• TASK GOAL:
Having located the line with "You are a GUI", repeat it and all remaining lines of the records exactly. Pictures do not belong in the answer.

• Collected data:
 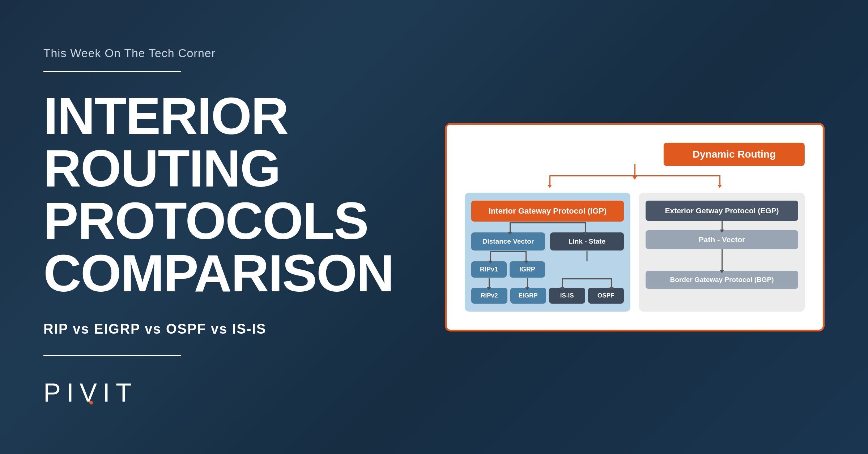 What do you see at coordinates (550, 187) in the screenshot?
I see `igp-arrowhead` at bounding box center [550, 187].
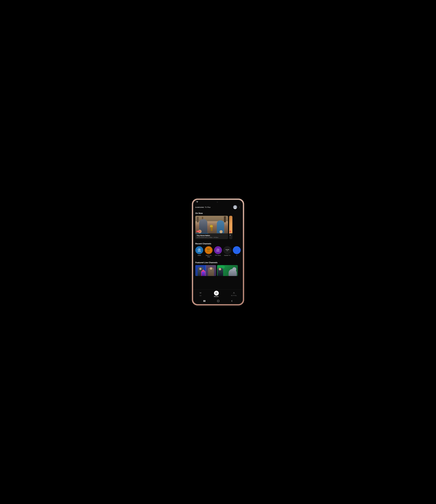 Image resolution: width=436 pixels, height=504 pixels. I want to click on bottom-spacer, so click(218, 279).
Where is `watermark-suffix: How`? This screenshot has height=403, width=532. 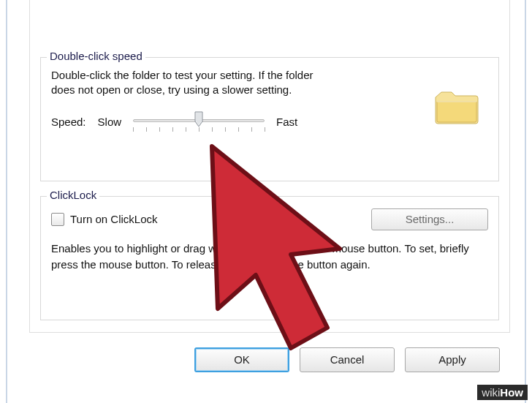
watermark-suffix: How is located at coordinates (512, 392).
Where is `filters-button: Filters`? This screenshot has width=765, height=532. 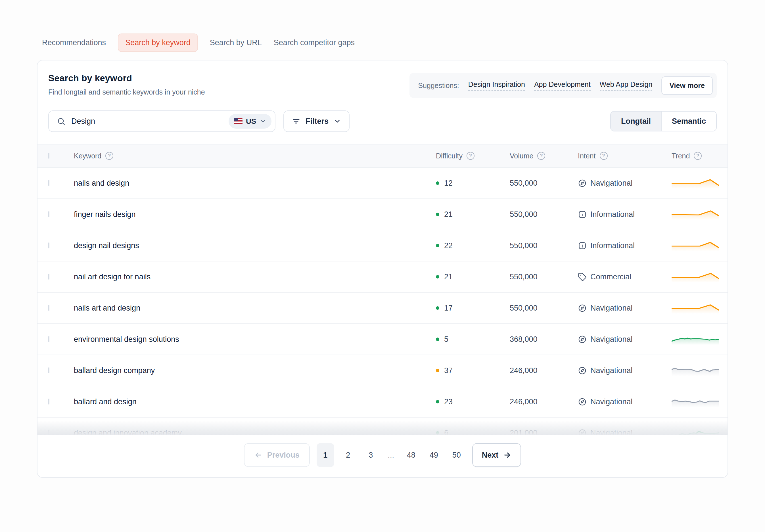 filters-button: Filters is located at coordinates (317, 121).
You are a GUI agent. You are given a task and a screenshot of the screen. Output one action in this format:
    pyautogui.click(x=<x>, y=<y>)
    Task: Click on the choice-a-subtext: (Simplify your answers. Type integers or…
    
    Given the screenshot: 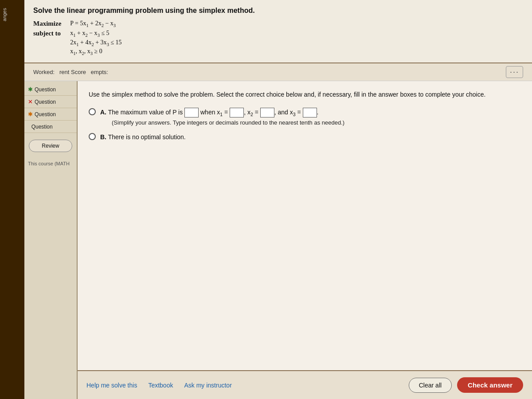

• EXERCISE RESPONSE:
You are a GUI agent. You are given a task and a screenshot of the screen. Output one action in this format:
    pyautogui.click(x=<x>, y=<y>)
    Task: Click on the choice-a-subtext: (Simplify your answers. Type integers or…
    
    Given the screenshot: 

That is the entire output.